How it feels to get shot 

Like many US cities, a steady appetite for gun violence has gripped Rochester for decades. Getting shot and living to tell about it puts people in a certain kind of club. At first, City Councilman Adam McFadden did not want to be identified in this story of what it feels like to be a victim of gun violence. He was only 14, and his issues with it have not changed much.

            We meet at his house for our interview. He's playing Mr. Mom this weekend while his wife is away, but aside from one large-screen TV, the house is quiet. This is the first time McFadden has talked publicly about something that happened to him 19 years ago. Even some family members do not know about his experience.

            McFadden feels his story is fairly representative of many urban black and Hispanic men. While he recognizes that he is one of the lucky ones, he fears that gun violence in this city has gone from being underground to commonplace with no immediate end in sight. This is what it feels like, in McFadden's words, to be shot.

"Myself and two other friends, we used to go up to Ponderosa on Brooks at Chili, and we would walk up there and get the sundaes and pay for the salad bar just for something to do. And, this one time, we decided to take the shortcut by the railroad tracks. It wasn't really a shortcut. It was probably more of a diversion back there playing on the tracks. But there was a small building back there and these guys from the neighborhood were there turning over cash for drugs. It was a big deal they were doin' and, I don't know what we did, but they caught us. They saw us. The first time, they turned to us and told us 'Get the fuck outta here!'

            Well, of course, we didn't listen. We pretended to leave and went right back around the place, and continued to watch. When they saw us the second time, they came out shooting. And that time, we thought they were only intending to scare us. But down the road, we were getting ready to hit the bike trail, and my friends turn to me and one points down and says, 'Man, your sock, it's all bloody.' He points to my foot. I look down and, sure enough, my foot is covered in blood. I look further up under my pants, and then I see this wound in my leg with blood comin' out everywhere. But I was numb. That's the best way I can describe it --- a numbing experience. I didn't feel anything at first. I didn't think I was shot. I didn't feel the bullet hit me, and at first I didn't feel any pain, but then I began to feel the burn."

            The bullet made an entrance wound on his left thigh just above the knee. It's a grizzly looking scar with a hole that looks more like a pocket.

            "My friend, his mom, I don't remember if she was a nurse or a doctor, but he took me to his house, and she took the bullet out. It was a little hole. She didn't have anything sew it up with, so she cleaned it out with peroxide. Then she removed the bullet. And, oh God, that was very painful. So she bandaged it up and for the next week or so, I would go over to his house and she would clean it out and bandage it back up for me.

            It might have been a .22 handgun. I don't really know. We were at a distance. It wasn't point blank. But the thing is, I didn't tell anyone. We were all freaked out. We were afraid. I mean, I didn't want to go home and say I was watching a drug deal. I kept saying over and over to my friends, 'I'm in trouble. I'm gonna be in so much trouble.' But here we were --- just kids --- getting shot. We shouldn't have been so afraid of telling the truth about what happened, but I didn't want to tell my family. And we were afraid of what those guys could do to us.

            Now everything has changed. A 12-year-old can walk down the street and purchase a gun. Guns and drugs. There isn't one without the other. Dealers are going to do whatever it takes to control their territory and sell their product.

            That's the thing that is so disturbing, because they [guns] shouldn't be getting in so easily. There are people in this community that most folks would look at and say are fine, upstanding citizens. But they're out there in the suburbs orchestrating the shipment of guns and drugs into poor neighborhoods. They're profiting from the systematic destruction of poor people. This isn't about race. This is a fight between the classes. I worry that what happened to me will happen to my own. My daughter does not know what it is like to walk to the corner store alone."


◆ About this exercise:
Please copy out every line in the entries that includes the word "GPStore".

Items from an interface collection

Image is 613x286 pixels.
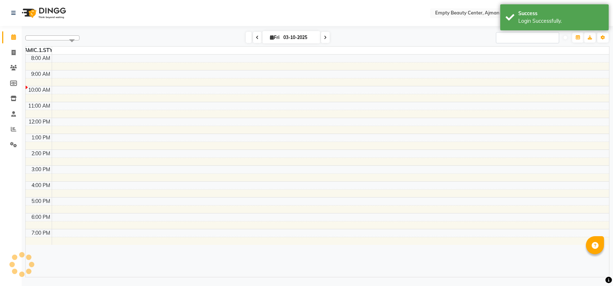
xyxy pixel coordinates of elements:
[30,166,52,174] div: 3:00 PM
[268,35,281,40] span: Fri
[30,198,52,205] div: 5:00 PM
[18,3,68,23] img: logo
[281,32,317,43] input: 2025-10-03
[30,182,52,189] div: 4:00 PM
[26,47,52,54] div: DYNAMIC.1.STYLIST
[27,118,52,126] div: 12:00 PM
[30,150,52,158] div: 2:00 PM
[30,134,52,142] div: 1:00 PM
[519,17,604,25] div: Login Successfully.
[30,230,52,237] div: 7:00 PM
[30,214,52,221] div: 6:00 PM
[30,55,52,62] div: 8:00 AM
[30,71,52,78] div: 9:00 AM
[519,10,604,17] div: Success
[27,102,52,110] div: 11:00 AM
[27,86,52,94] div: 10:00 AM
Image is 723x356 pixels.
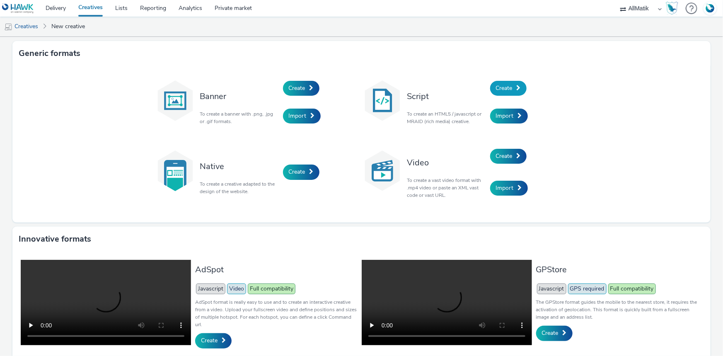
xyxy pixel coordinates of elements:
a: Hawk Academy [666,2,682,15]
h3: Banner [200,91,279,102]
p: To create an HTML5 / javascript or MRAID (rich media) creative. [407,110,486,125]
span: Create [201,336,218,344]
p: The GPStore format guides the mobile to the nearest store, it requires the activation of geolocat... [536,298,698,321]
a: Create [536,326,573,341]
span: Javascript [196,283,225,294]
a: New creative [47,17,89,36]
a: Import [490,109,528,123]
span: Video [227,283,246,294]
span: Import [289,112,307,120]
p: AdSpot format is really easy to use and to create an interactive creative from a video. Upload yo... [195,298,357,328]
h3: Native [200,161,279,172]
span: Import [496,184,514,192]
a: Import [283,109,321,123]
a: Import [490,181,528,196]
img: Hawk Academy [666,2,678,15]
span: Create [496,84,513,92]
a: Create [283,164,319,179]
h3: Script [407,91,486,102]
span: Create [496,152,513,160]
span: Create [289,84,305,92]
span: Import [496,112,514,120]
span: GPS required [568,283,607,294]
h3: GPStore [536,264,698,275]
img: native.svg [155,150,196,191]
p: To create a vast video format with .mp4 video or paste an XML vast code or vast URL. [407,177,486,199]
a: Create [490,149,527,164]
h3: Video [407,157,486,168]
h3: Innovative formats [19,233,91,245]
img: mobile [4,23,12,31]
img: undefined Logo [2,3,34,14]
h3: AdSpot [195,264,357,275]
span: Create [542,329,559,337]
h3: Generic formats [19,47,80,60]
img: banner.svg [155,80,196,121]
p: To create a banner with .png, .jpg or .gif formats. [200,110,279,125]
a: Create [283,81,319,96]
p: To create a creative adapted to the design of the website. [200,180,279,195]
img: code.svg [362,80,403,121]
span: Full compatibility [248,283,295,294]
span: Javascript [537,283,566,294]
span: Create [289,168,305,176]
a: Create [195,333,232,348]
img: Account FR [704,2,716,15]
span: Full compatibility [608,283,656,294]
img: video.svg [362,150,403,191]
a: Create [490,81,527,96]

◆ Problem solution:
p: The GPStore format guides the mobile to the nearest store, it requires the activation of geolocat... [536,298,698,321]
h3: GPStore [536,264,698,275]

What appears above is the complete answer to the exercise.